Clara Bewick Colby

On this date in 1846, Clara Dorothy Bewick (later Colby) was born in Cheltenham, England. She moved with her parents when she was 8 to a farm near Windsor, Wis. As an early reader, she liked to memorize and recite and churned butter by keeping time to fearful hymns threatening “the hells of fire,” she recalled in a lecture. At 19, she moved to Madison and enrolled at the University of Wisconsin. Graduating in 1869 as valedictorian, she was instrumental in opening admission of the UW to women.

She taught history and Latin at the UW, then married Leonard Wright Colby in 1871 and moved to Beatrice, Nebraska. She served for 16 years as president of Nebraska’s Woman’s Suffrage Association. She founded The Woman’s Tribune in 1883 and published that organ of the National Woman Suffrage Association for 25 years, including daily editions through the suffrage conventions. As editor she also set type, was compositor and sometimes ran the press.

Legendary for her energy and work ethic, Colby and her husband adopted two children, including a Lakota Sioux infant, “Lost Bird,” found by Leonard in the arms of the girl’s slaughtered mother after Wounded Knee. Her husband later abandoned the family with the child’s nursemaid and they divorced in 1906. Colby raised the child by herself.

Colby was the first woman designated as a war correspondent during the Spanish-American War. She lectured in nearly every state for suffrage, as well as England, Ireland and Scotland. Colby belonged to the Congregational Church but introduced and defended resolutions denouncing patriarchal religious dogma, notably at the 1885 woman suffrage convention. She routinely featured her friend Elizabeth Cady Stanton‘s critiques of religion on the front pages of The Woman’s Tribune.

She died In Palo Alto, Calif., in 1916 and is buried in the Congregationalist cemetery near her childhood home in Windsor, Wis.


The problem: Your output must consist of the records printed verbatim, with the pictures excluded.

Saved data entries
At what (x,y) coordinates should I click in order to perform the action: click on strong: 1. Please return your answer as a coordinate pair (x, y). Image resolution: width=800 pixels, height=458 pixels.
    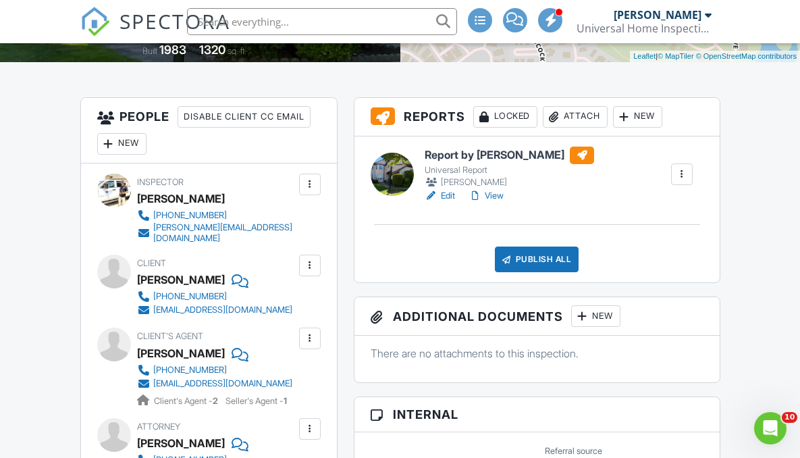
    Looking at the image, I should click on (285, 400).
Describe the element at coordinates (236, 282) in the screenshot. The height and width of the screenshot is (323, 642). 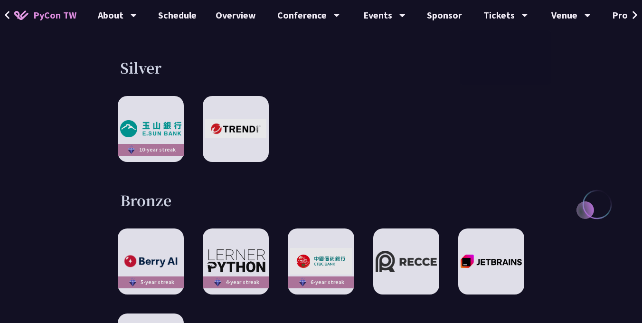
I see `div: 4-year streak` at that location.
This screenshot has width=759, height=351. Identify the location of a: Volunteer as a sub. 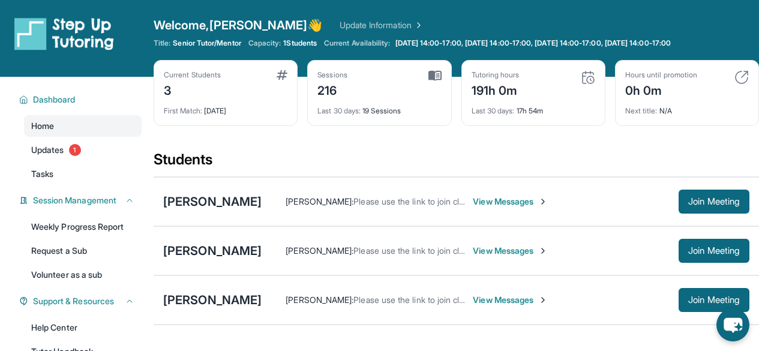
(83, 275).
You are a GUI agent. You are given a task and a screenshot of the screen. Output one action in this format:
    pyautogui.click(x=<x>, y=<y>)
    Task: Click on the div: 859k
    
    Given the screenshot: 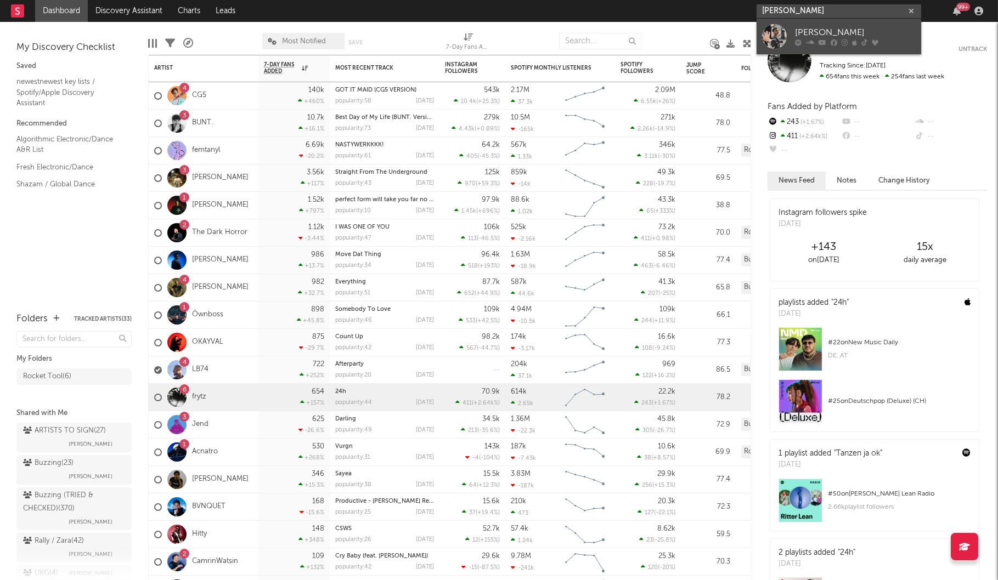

Exercise solution:
At what (x,y) coordinates should I click in order to perform the action: click on strong: 1. Please return your answer as a coordinate pair (x, y). Image resolution: width=800 pixels, height=458 pixels.
    Looking at the image, I should click on (285, 400).
Describe the element at coordinates (236, 282) in the screenshot. The height and width of the screenshot is (323, 642). 
I see `div: 4-year streak` at that location.
This screenshot has width=759, height=351. Identify the location of a: Volunteer as a sub. 
(83, 275).
You are a GUI agent. You are given a task and a screenshot of the screen. Output one action in this format:
    pyautogui.click(x=<x>, y=<y>)
    Task: Click on the div: 859k
    
    Given the screenshot: 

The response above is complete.